Most existing benchmarks for egocentric vision understanding focus primarily
on daytime scenarios, overlooking the low-light conditions that are inevitable
in real-world applications. To investigate this gap, we present EgoNight, the
first comprehensive benchmark for nighttime egocentric vision, with visual
question answering (VQA) as the core task. A key feature of EgoNight is the
introduction of day-night aligned videos, which enhance night annotation
quality using the daytime data and reveal clear performance gaps between
lighting conditions. To achieve this, we collect both synthetic videos rendered
by Blender and real-world recordings, ensuring that scenes and actions are
visually and temporally aligned. Leveraging these paired videos, we construct
EgoNight-VQA, supported by a novel day-augmented night auto-labeling engine and
refinement through extensive human verification. Each QA pair is double-checked
by annotators for reliability. In total, EgoNight-VQA contains 3658 QA pairs
across 90 videos, spanning 12 diverse QA types, with more than 300 hours of
human work. Evaluations of state-of-the-art multimodal large language models
(MLLMs) reveal substantial performance drops when transferring from day to
night, underscoring the challenges of reasoning under low-light conditions.
Beyond VQA, EgoNight also introduces two auxiliary tasks, day-night
correspondence retrieval and egocentric depth estimation at night, that further
explore the boundaries of existing models. We believe EgoNight-VQA provides a
strong foundation for advancing application-driven egocentric vision research
and for developing models that generalize across illumination domains. All the
data and code will be made available upon acceptance.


> _Work to complete_
An identical copy of the records below is the expected result.

> _Excerpted records_

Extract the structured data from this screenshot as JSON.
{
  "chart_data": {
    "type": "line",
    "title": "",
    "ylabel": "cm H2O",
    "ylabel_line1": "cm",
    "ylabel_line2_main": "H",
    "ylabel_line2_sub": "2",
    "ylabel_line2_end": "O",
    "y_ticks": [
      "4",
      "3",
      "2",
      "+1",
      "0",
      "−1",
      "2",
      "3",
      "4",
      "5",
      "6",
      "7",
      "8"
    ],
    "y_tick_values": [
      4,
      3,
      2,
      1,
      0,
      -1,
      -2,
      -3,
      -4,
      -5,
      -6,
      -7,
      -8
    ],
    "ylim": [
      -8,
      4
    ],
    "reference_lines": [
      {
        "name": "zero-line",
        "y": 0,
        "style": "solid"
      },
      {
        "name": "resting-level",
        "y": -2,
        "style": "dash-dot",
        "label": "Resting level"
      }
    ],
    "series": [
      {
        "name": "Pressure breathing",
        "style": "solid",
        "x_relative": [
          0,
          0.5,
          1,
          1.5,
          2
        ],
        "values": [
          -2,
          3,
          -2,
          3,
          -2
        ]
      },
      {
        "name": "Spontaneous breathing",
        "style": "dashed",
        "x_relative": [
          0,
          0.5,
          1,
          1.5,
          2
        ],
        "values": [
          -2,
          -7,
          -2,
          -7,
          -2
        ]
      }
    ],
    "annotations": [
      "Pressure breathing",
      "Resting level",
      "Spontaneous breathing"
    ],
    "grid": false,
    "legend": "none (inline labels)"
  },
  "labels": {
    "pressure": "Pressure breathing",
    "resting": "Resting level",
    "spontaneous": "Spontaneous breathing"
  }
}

> _Your solution_
Extract the structured data from this screenshot as JSON.
{
  "chart_data": {
    "type": "line",
    "title": "",
    "ylabel": "cm H2O",
    "ylabel_line1": "cm",
    "ylabel_line2_main": "H",
    "ylabel_line2_sub": "2",
    "ylabel_line2_end": "O",
    "y_ticks": [
      "4",
      "3",
      "2",
      "+1",
      "0",
      "−1",
      "2",
      "3",
      "4",
      "5",
      "6",
      "7",
      "8"
    ],
    "y_tick_values": [
      4,
      3,
      2,
      1,
      0,
      -1,
      -2,
      -3,
      -4,
      -5,
      -6,
      -7,
      -8
    ],
    "ylim": [
      -8,
      4
    ],
    "reference_lines": [
      {
        "name": "zero-line",
        "y": 0,
        "style": "solid"
      },
      {
        "name": "resting-level",
        "y": -2,
        "style": "dash-dot",
        "label": "Resting level"
      }
    ],
    "series": [
      {
        "name": "Pressure breathing",
        "style": "solid",
        "x_relative": [
          0,
          0.5,
          1,
          1.5,
          2
        ],
        "values": [
          -2,
          3,
          -2,
          3,
          -2
        ]
      },
      {
        "name": "Spontaneous breathing",
        "style": "dashed",
        "x_relative": [
          0,
          0.5,
          1,
          1.5,
          2
        ],
        "values": [
          -2,
          -7,
          -2,
          -7,
          -2
        ]
      }
    ],
    "annotations": [
      "Pressure breathing",
      "Resting level",
      "Spontaneous breathing"
    ],
    "grid": false,
    "legend": "none (inline labels)"
  },
  "labels": {
    "pressure": "Pressure breathing",
    "resting": "Resting level",
    "spontaneous": "Spontaneous breathing"
  }
}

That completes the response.